Just because you can, doesn’t mean you should, right? Wrong. Restricting access to the default namespace in Kubernetes is critical to running a secure and stable Kubernetes environment, particularly if you’re running Kubernetes at any kind of scale. Here’s why.
For the uninitiated, namespaces are objects that logically partition a K8s cluster into pools of isolated resources; they help different projects, teams, or customers to share a Kubernetes cluster without concern for unintended interaction.
At a more technical level, Namespaces allow administrators / platform managers to segregate and assign resources to individual users, teams, or applications. They also provide the basic building blocks for resource usage allowance, access control and isolation for applications or groups of users. Effective use of Namespaces means you can increase resource efficiencies as a cluster can now be used to manage a diverse set of workloads.
Unless a namespace is stipulated when creating a resource or performing management commands, Kubernetes assumes the default namespace. This means that it is very possible that users end up deploying their applications within, and can make inadvertent changes to running applications in the default namespace. In addition, it’s difficult to apply mandatory quota requirements and advanced RBAC to the default namespace, so accidental self-DDOS is completely possible if a user deploys a misbehaving application in the default namespace, which is clearly not ideal.

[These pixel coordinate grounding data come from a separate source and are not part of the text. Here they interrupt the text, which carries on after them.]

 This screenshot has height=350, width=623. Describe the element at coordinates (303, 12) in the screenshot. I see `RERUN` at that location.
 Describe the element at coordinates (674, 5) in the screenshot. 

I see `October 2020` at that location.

It is so important to restrict access to the default namespace that CIS security recommendations, and in fact every single major Kubernetes provider recommends this as a best practice.
The risks of not using namespaces effectively are:
- Users are not mandated to deploy applications within resource constraints, leading to careless deployments and risks of unexpected cluster resource exhaustion,
- Unpredictable application performance issues for end users as apps compete for contended resources,
- Insufficient network isolation between application deployments,
- Security risks as configmaps and secrets are available to everyone that has access to a namespace, and by default everyone has access to the default namespace,
- Security risks as users can manipulate others resource in the default namespace.

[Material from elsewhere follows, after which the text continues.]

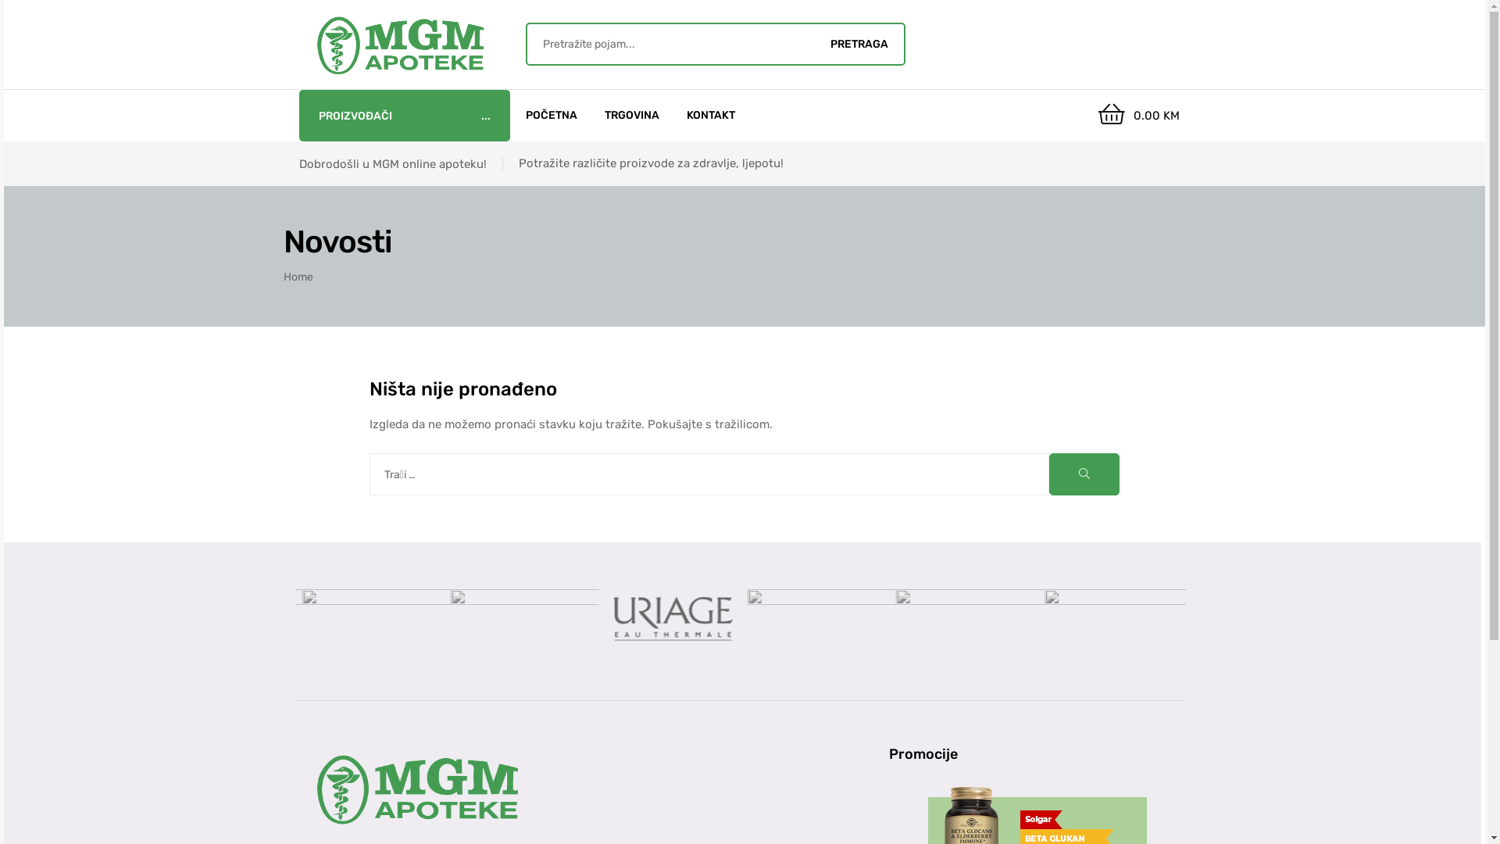 The width and height of the screenshot is (1500, 844). I want to click on Brand Name, so click(963, 620).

To ensure applications can get access to the resources they need to run efficiently and predictably (without conflicting demands) we need to restrict access to the default namespace and force users to deploy only within isolated, and constrained namespaces.
As with all things Kubernetes, this can be done using CLI-based tools like Kubectl but it’s harder than it needs to be, easy to get wrong, and nearly impossible to scale beyond a few users/clusters.
Portainer lets you do two things easily; first, it lets you disable the ability to see, and deploy to, the default namespace, forcing users to only deploy within their allocated namespaces. Second, Portainer applies and enforces quota restrictions per namespace, so that every deployment has a quota assigned. In Portainer Business edition, we extend the quota assignment/enforcement beyond just CPU and RAM, and into Storage, Load Balancers, and Ingress controllers. This ensures that access to every single critical resource is managed by limits.
At Portainer, we recognize the importance of Namespaces in Kubernetes and have worked to provide Platform Managers with the visibility and control they need, without the need to use the CLI manually, or create their own scripts/tooling.
It takes just a few seconds to restrict access to the default namespace inside Portainer Business (see toggle on/off in the video below).
Once access to the default namespace has been constrained, Platform Managers can use the tools inside Portainer Business to set and manage resource quotas on each namespace, which is hugely important for any organization seeking to deploy Kubernetes in a production environment at scale.
The video below shows how easy it is to set up storage quotas for a defined namespace.